═════ ENTRIES SUPPLIED

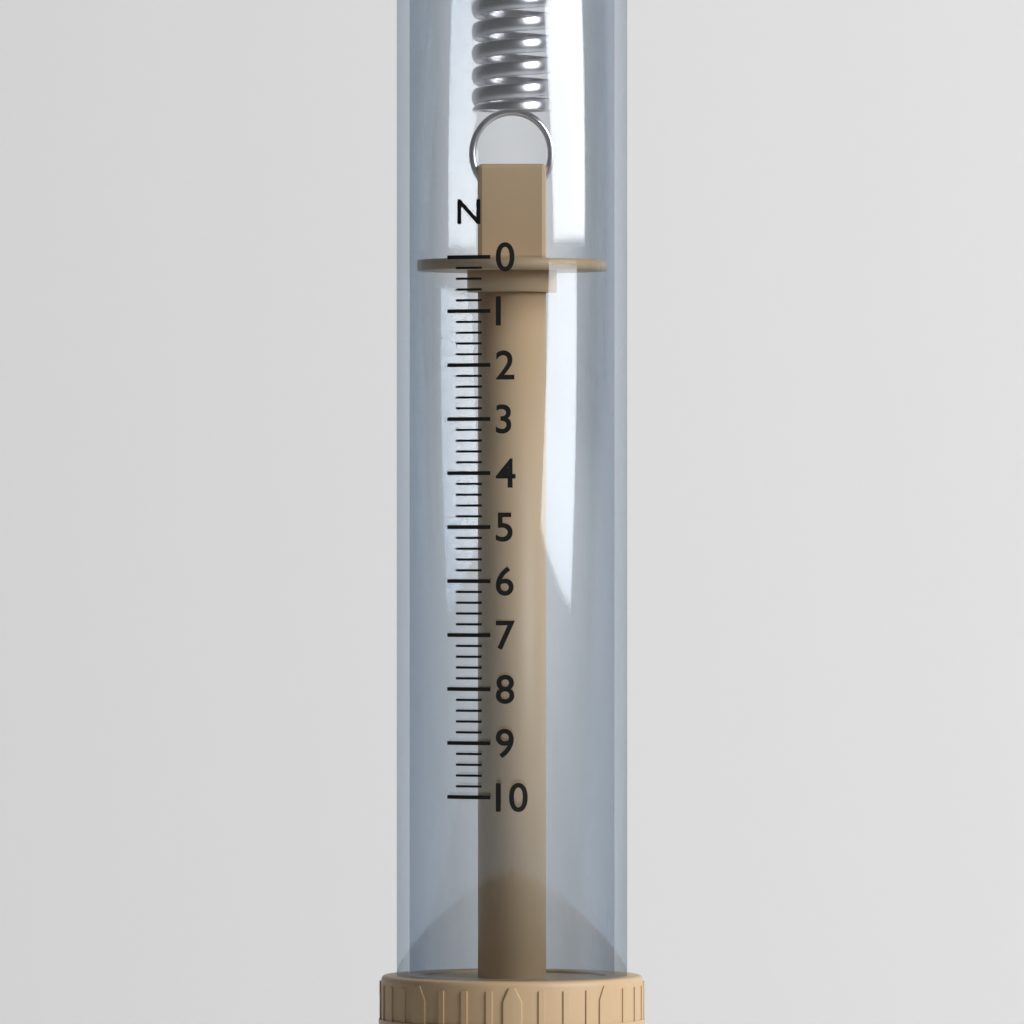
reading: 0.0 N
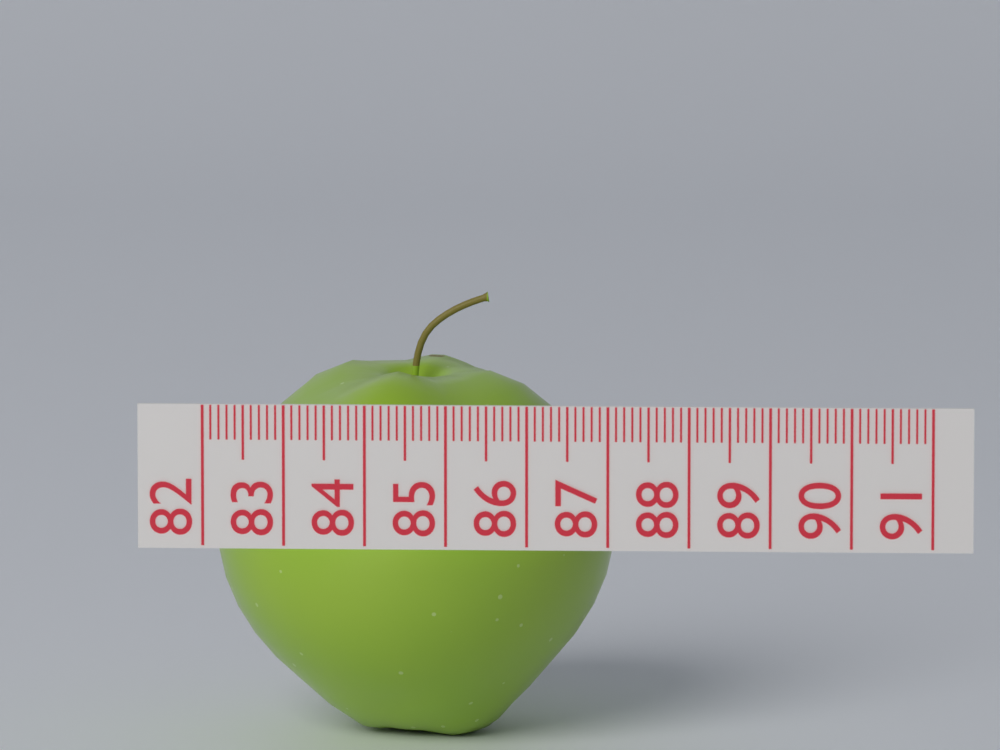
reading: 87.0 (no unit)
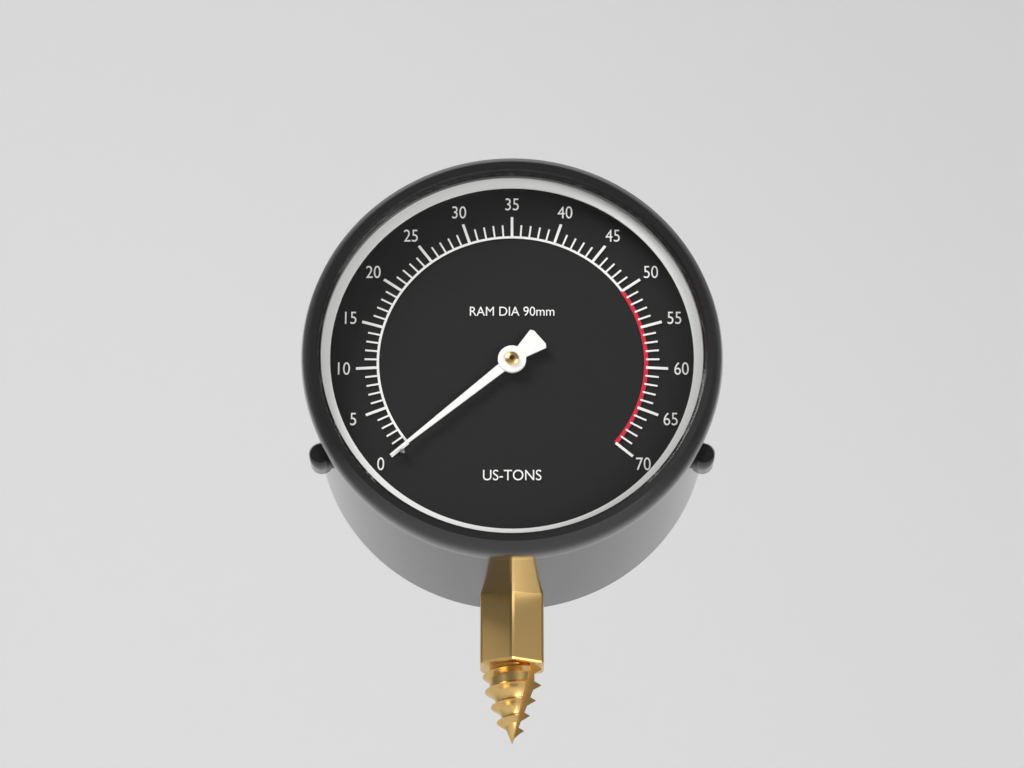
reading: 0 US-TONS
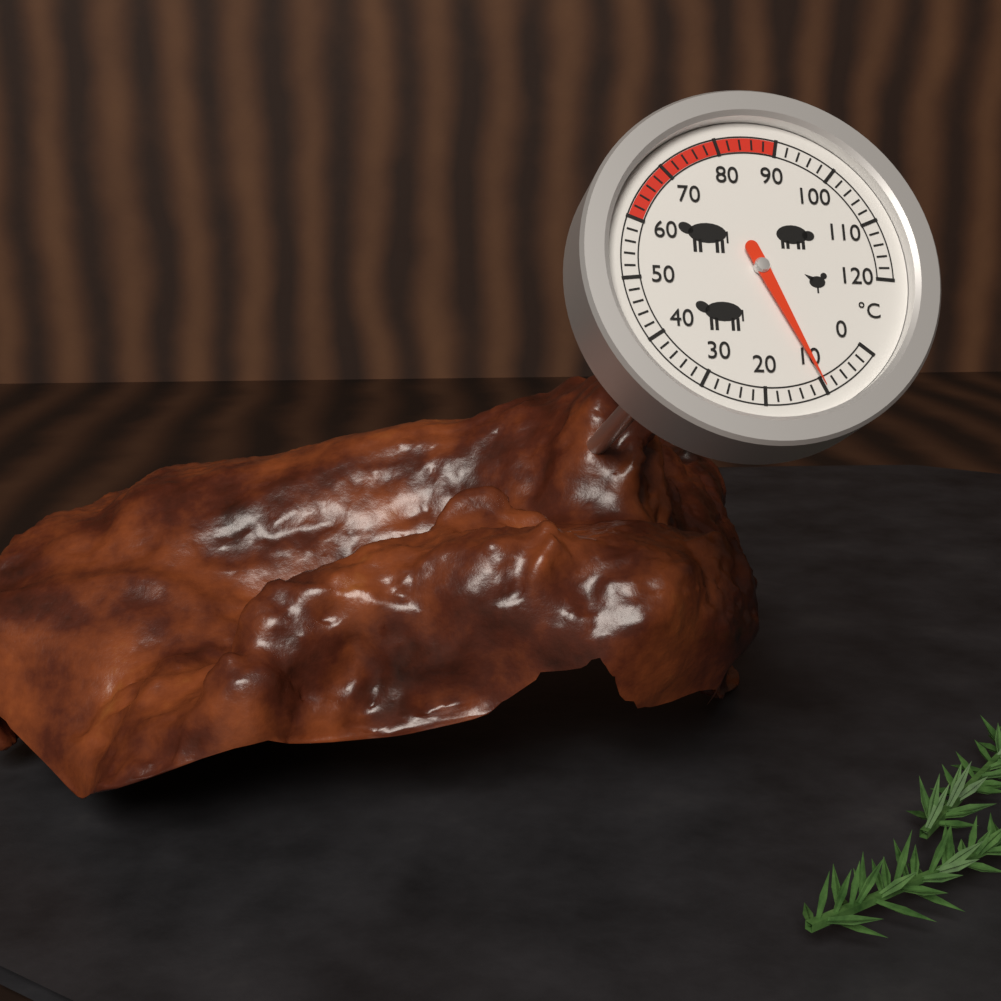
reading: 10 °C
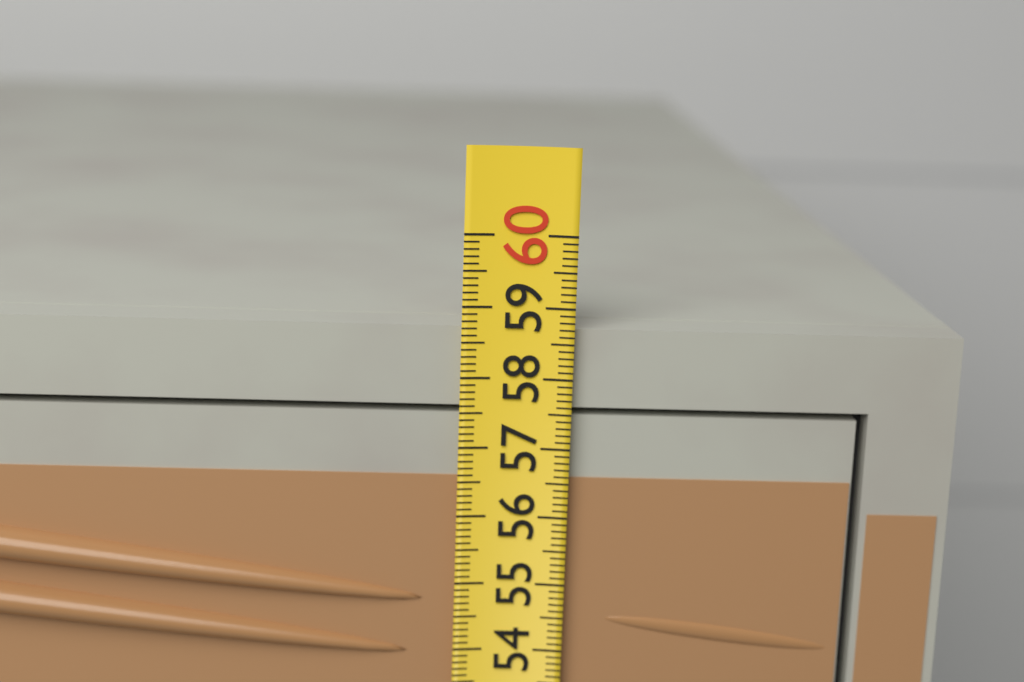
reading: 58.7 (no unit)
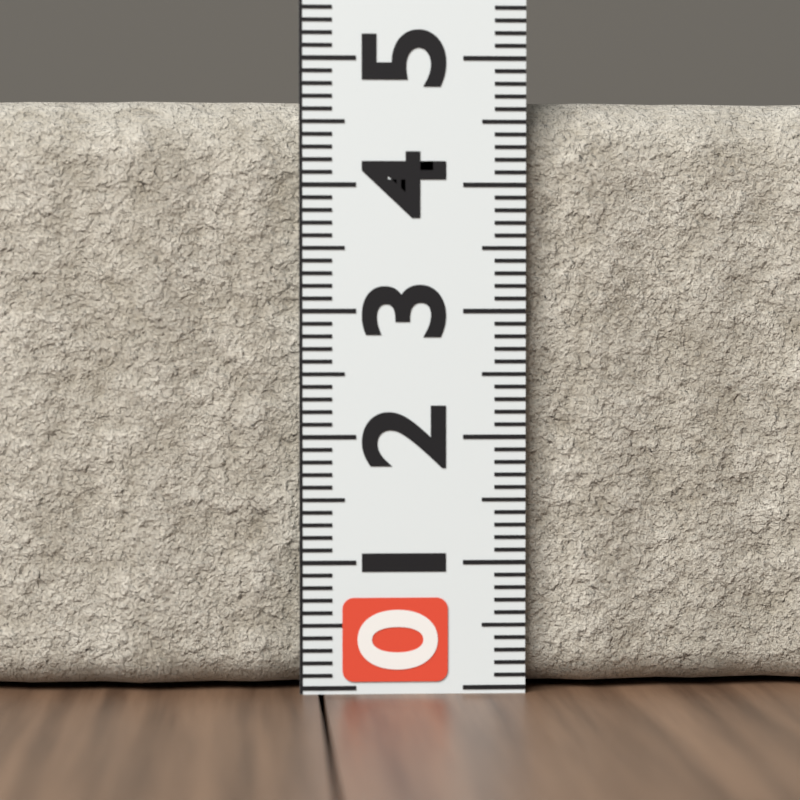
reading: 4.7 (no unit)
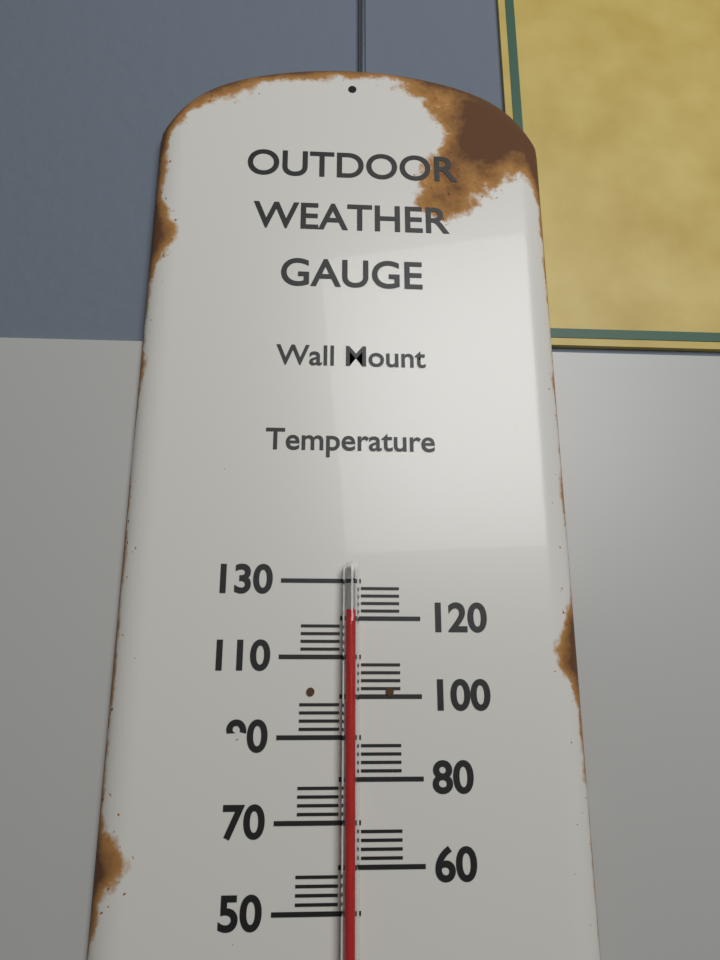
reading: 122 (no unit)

══════════

EXERCISE INSTRUCTIONS
Retype the data above in full, exactly as it stands, and skip any image.

RESPONSE TO THIS EXERCISE
reading: 0.0 N
reading: 87.0 (no unit)
reading: 0 US-TONS
reading: 10 °C
reading: 58.7 (no unit)
reading: 4.7 (no unit)
reading: 122 (no unit)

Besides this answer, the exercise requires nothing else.